Hadoop-elephant-300x248Hadoop-2.3.0 is the first release for the year 2014, and brings a number of enhancements to the core platform, in particular to HDFS. There are a lot of bug fixes and small changes in this one – you can read it all in Apache’s release notes – but the folks at the Cloudera blog highlight one big change: in-memory caching for HDFS. Cloudera describes the feature as follows:

HDFS caching lets users explicitly cache certain files or directories in HDFS. DataNodes will then cache the corresponding blocks in off-heap memory through the use of mmap and mlock. Once cached, Hadoop applications can query the locations of cached blocks and place their tasks for memory-locality. Finally, when memory-local, applications can use the new zero-copy read API to read cached data with no additional overhead. Preliminary benchmarks show that optimized applications can achieve read throughput on the order of gigabytes per second.

Another big feature, according to Arun Murthy at Hortonworks, is support for heterogeneous storage hierarchy in HDFS. According to Murthy:

With support for heterogeneous storage classes in HDFS, we now can take advantage of different storage types on the same Hadoop clusters. Hence, we can now make better cost/benefit tradeoffs with different storage media such as commodity disks, enterprise-grade disks, SSDs, Memory etc.

So, be sure to take a look. Hortonworks’ announcement post also includes a look ahead toward 2.4.0, in case 2.3.0 just isn’t enough.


Task details> Only the lines with the string "nimage" are needed; return each of them from the entries below.

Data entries
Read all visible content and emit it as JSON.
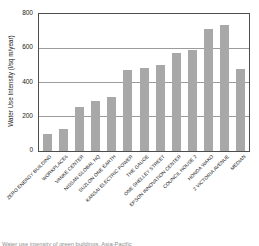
{
  "figure": {
    "caption": "Water use intensity of green buildings, Asia-Pacific"
  },
  "chart_data": {
    "type": "bar",
    "title": "",
    "categories": [
      "ZERO ENERGY BUILDING",
      "WORKPLACE6",
      "VANKE CENTER",
      "NISSAN GLOBAL HQ",
      "SUZLON ONE EARTH",
      "KANSAI ELECTRIC POWER",
      "THE GAUGE",
      "ONE SHELLEY STREET",
      "EPSON INNOVATION CENTER",
      "COUNCIL HOUSE 2",
      "HONDA WAKO",
      "2 VICTORIA AVENUE",
      "MEDIAN"
    ],
    "values": [
      100,
      130,
      255,
      290,
      315,
      475,
      485,
      505,
      575,
      590,
      710,
      735,
      480
    ],
    "xlabel": "",
    "ylabel": "Water Use Intensity (l/sq m/year)",
    "ylim": [
      0,
      800
    ],
    "yticks": [
      0,
      200,
      400,
      600,
      800
    ],
    "grid": true,
    "legend": false
  },
  "colors": {
    "bar": "#a8a8a8",
    "grid": "#9c9c9c",
    "axis_border": "#4d4d4d",
    "text": "#1a1a1a",
    "caption_text": "#8f8f8f",
    "background": "#ffffff"
  }
}
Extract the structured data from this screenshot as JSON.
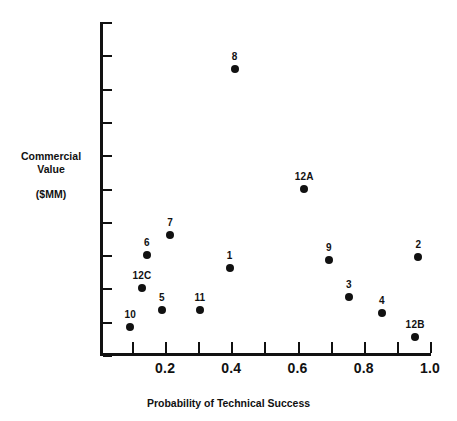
{
  "chart_data": {
    "type": "scatter",
    "title": "",
    "xlabel": "Probability of Technical Success",
    "ylabel": "Commercial Value",
    "ylabel_unit": "($MM)",
    "xlim": [
      0.05,
      1.0
    ],
    "ylim": [
      0,
      11
    ],
    "grid": false,
    "legend": "none",
    "xticks": [
      0.1,
      0.2,
      0.3,
      0.4,
      0.5,
      0.6,
      0.7,
      0.8,
      0.9,
      1.0
    ],
    "xtick_labels": [
      "",
      "0.2",
      "",
      "0.4",
      "",
      "0.6",
      "",
      "0.8",
      "",
      "1.0"
    ],
    "ytick_count": 11,
    "ytick_labels": [],
    "points": [
      {
        "label": "8",
        "x": 0.41,
        "y": 8.6,
        "label_dx": 0,
        "label_dy": -7
      },
      {
        "label": "12A",
        "x": 0.62,
        "y": 5.0,
        "label_dx": 0,
        "label_dy": -7
      },
      {
        "label": "7",
        "x": 0.215,
        "y": 3.6,
        "label_dx": 0,
        "label_dy": -7
      },
      {
        "label": "6",
        "x": 0.145,
        "y": 3.0,
        "label_dx": 0,
        "label_dy": -7
      },
      {
        "label": "2",
        "x": 0.965,
        "y": 2.95,
        "label_dx": 0,
        "label_dy": -7
      },
      {
        "label": "9",
        "x": 0.695,
        "y": 2.85,
        "label_dx": 0,
        "label_dy": -7
      },
      {
        "label": "1",
        "x": 0.395,
        "y": 2.6,
        "label_dx": 0,
        "label_dy": -7
      },
      {
        "label": "12C",
        "x": 0.13,
        "y": 2.0,
        "label_dx": 0,
        "label_dy": -7
      },
      {
        "label": "3",
        "x": 0.755,
        "y": 1.75,
        "label_dx": 0,
        "label_dy": -7
      },
      {
        "label": "5",
        "x": 0.19,
        "y": 1.35,
        "label_dx": 0,
        "label_dy": -7
      },
      {
        "label": "11",
        "x": 0.305,
        "y": 1.35,
        "label_dx": 0,
        "label_dy": -7
      },
      {
        "label": "4",
        "x": 0.855,
        "y": 1.25,
        "label_dx": 0,
        "label_dy": -7
      },
      {
        "label": "10",
        "x": 0.095,
        "y": 0.85,
        "label_dx": 0,
        "label_dy": -7
      },
      {
        "label": "12B",
        "x": 0.955,
        "y": 0.55,
        "label_dx": 0,
        "label_dy": -7
      }
    ]
  },
  "axes": {
    "y_title_line1": "Commercial",
    "y_title_line2": "Value",
    "y_title_unit": "($MM)",
    "x_title": "Probability of Technical Success"
  },
  "colors": {
    "ink": "#111111",
    "background": "#ffffff"
  }
}
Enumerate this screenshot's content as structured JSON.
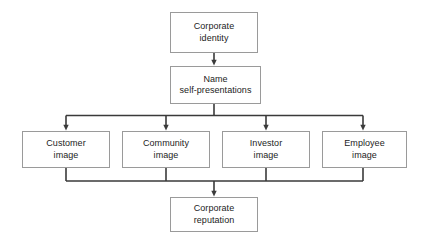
{
  "diagram": {
    "type": "flowchart",
    "background_color": "#ffffff",
    "box_border_color": "#9a9a9a",
    "connector_color": "#3a3a3a",
    "text_color": "#1c1c1c",
    "nodes": [
      {
        "id": "corporate-identity",
        "label": "Corporate\nidentity",
        "level": 1
      },
      {
        "id": "name-self-presentations",
        "label": "Name\nself-presentations",
        "level": 2
      },
      {
        "id": "customer-image",
        "label": "Customer\nimage",
        "level": 3
      },
      {
        "id": "community-image",
        "label": "Community\nimage",
        "level": 3
      },
      {
        "id": "investor-image",
        "label": "Investor\nimage",
        "level": 3
      },
      {
        "id": "employee-image",
        "label": "Employee\nimage",
        "level": 3
      },
      {
        "id": "corporate-reputation",
        "label": "Corporate\nreputation",
        "level": 4
      }
    ],
    "edges": [
      {
        "from": "corporate-identity",
        "to": "name-self-presentations",
        "arrow": true
      },
      {
        "from": "name-self-presentations",
        "to": "customer-image",
        "arrow": true
      },
      {
        "from": "name-self-presentations",
        "to": "community-image",
        "arrow": true
      },
      {
        "from": "name-self-presentations",
        "to": "investor-image",
        "arrow": true
      },
      {
        "from": "name-self-presentations",
        "to": "employee-image",
        "arrow": true
      },
      {
        "from": "customer-image",
        "to": "corporate-reputation",
        "arrow": true
      },
      {
        "from": "community-image",
        "to": "corporate-reputation",
        "arrow": true
      },
      {
        "from": "investor-image",
        "to": "corporate-reputation",
        "arrow": true
      },
      {
        "from": "employee-image",
        "to": "corporate-reputation",
        "arrow": true
      }
    ]
  }
}
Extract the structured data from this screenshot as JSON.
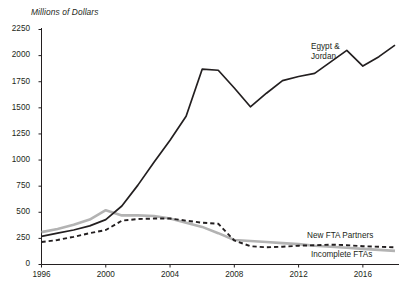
{
  "chart_data": {
    "type": "line",
    "title": "Millions of Dollars",
    "xlabel": "",
    "ylabel": "Millions of Dollars",
    "xlim": [
      1996,
      2018
    ],
    "ylim": [
      0,
      2250
    ],
    "ytick_step": 250,
    "grid": false,
    "legend_position": "inline-right",
    "x": [
      1996,
      1997,
      1998,
      1999,
      2000,
      2001,
      2002,
      2003,
      2004,
      2005,
      2006,
      2007,
      2008,
      2009,
      2010,
      2011,
      2012,
      2013,
      2014,
      2015,
      2016,
      2017,
      2018
    ],
    "yticks": [
      "0",
      "250",
      "500",
      "750",
      "1000",
      "1250",
      "1500",
      "1750",
      "2000",
      "2250"
    ],
    "xticks": [
      "1996",
      "2000",
      "2004",
      "2008",
      "2012",
      "2016"
    ],
    "series": [
      {
        "name": "Egypt & Jordan",
        "style": "solid",
        "color": "#231f20",
        "label_lines": "Egypt &\nJordan",
        "values": [
          270,
          300,
          330,
          370,
          430,
          560,
          760,
          980,
          1190,
          1420,
          1870,
          1860,
          1690,
          1510,
          1640,
          1760,
          1800,
          1830,
          1940,
          2050,
          1900,
          1990,
          2100
        ]
      },
      {
        "name": "Incomplete FTAs",
        "style": "solid",
        "color": "#b3b3b3",
        "label_lines": "Incomplete FTAs",
        "values": [
          310,
          340,
          380,
          430,
          520,
          470,
          470,
          465,
          440,
          400,
          360,
          300,
          235,
          225,
          215,
          205,
          195,
          180,
          170,
          160,
          150,
          140,
          130
        ]
      },
      {
        "name": "New FTA Partners",
        "style": "dashed",
        "color": "#231f20",
        "label_lines": "New FTA Partners",
        "values": [
          215,
          235,
          265,
          300,
          330,
          420,
          435,
          440,
          440,
          420,
          400,
          390,
          230,
          175,
          165,
          170,
          180,
          185,
          190,
          185,
          175,
          170,
          165
        ]
      }
    ]
  },
  "labels": {
    "egypt_jordan": "Egypt &\nJordan",
    "new_fta_partners": "New FTA Partners",
    "incomplete_ftas": "Incomplete FTAs"
  }
}
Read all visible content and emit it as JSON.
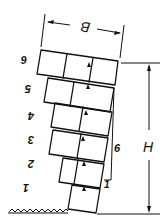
{
  "figure": {
    "dimensions": {
      "width_label": "B",
      "height_label": "H",
      "lean_label": "6",
      "lean_base_label": "1"
    },
    "block_labels": [
      "1",
      "2",
      "3",
      "4",
      "5",
      "6"
    ],
    "colors": {
      "ink": "#111111",
      "background": "#ffffff"
    }
  }
}
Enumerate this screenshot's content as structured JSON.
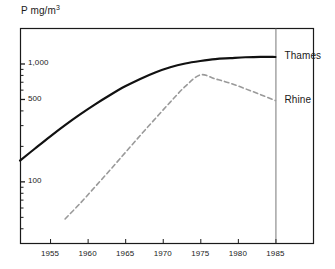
{
  "chart_data": {
    "type": "line",
    "title": "",
    "xlabel": "",
    "ylabel": "P mg/m³",
    "yscale": "log",
    "ylim": [
      30,
      2000
    ],
    "xlim": [
      1951,
      1990
    ],
    "grid": false,
    "legend_position": "right-of-plot",
    "y_ticks_labeled": [
      {
        "value": 100,
        "label": "100"
      },
      {
        "value": 500,
        "label": "500"
      },
      {
        "value": 1000,
        "label": "1,000"
      }
    ],
    "y_ticks_minor": [
      40,
      50,
      60,
      70,
      80,
      90,
      200,
      300,
      400,
      600,
      700,
      800,
      900,
      2000
    ],
    "x_ticks": [
      {
        "value": 1955,
        "label": "1955"
      },
      {
        "value": 1960,
        "label": "1960"
      },
      {
        "value": 1965,
        "label": "1965"
      },
      {
        "value": 1970,
        "label": "1970"
      },
      {
        "value": 1975,
        "label": "1975"
      },
      {
        "value": 1980,
        "label": "1980"
      },
      {
        "value": 1985,
        "label": "1985"
      }
    ],
    "annotations": [
      {
        "name": "end-of-data-marker",
        "type": "vertical-line",
        "x": 1985
      }
    ],
    "series": [
      {
        "name": "Thames",
        "label": "Thames",
        "color": "#111111",
        "style": "solid",
        "width": 2.2,
        "x": [
          1951,
          1953,
          1955,
          1957,
          1959,
          1961,
          1963,
          1965,
          1967,
          1969,
          1971,
          1973,
          1975,
          1977,
          1979,
          1981,
          1983,
          1985
        ],
        "values": [
          150,
          190,
          240,
          300,
          370,
          450,
          540,
          640,
          740,
          840,
          930,
          1000,
          1050,
          1090,
          1110,
          1130,
          1140,
          1135
        ]
      },
      {
        "name": "Rhine",
        "label": "Rhine",
        "color": "#9a9a9a",
        "style": "dashed",
        "width": 1.6,
        "x": [
          1957,
          1959,
          1961,
          1963,
          1965,
          1967,
          1969,
          1971,
          1973,
          1975,
          1977,
          1979,
          1981,
          1983,
          1985
        ],
        "values": [
          48,
          65,
          90,
          125,
          175,
          245,
          340,
          470,
          640,
          800,
          740,
          680,
          610,
          545,
          485
        ]
      }
    ]
  }
}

Solution for this problem>
        "label": "Customer\nimage",
        "label": "Community\nimage",
        "label": "Investor\nimage",
        "label": "Employee\nimage",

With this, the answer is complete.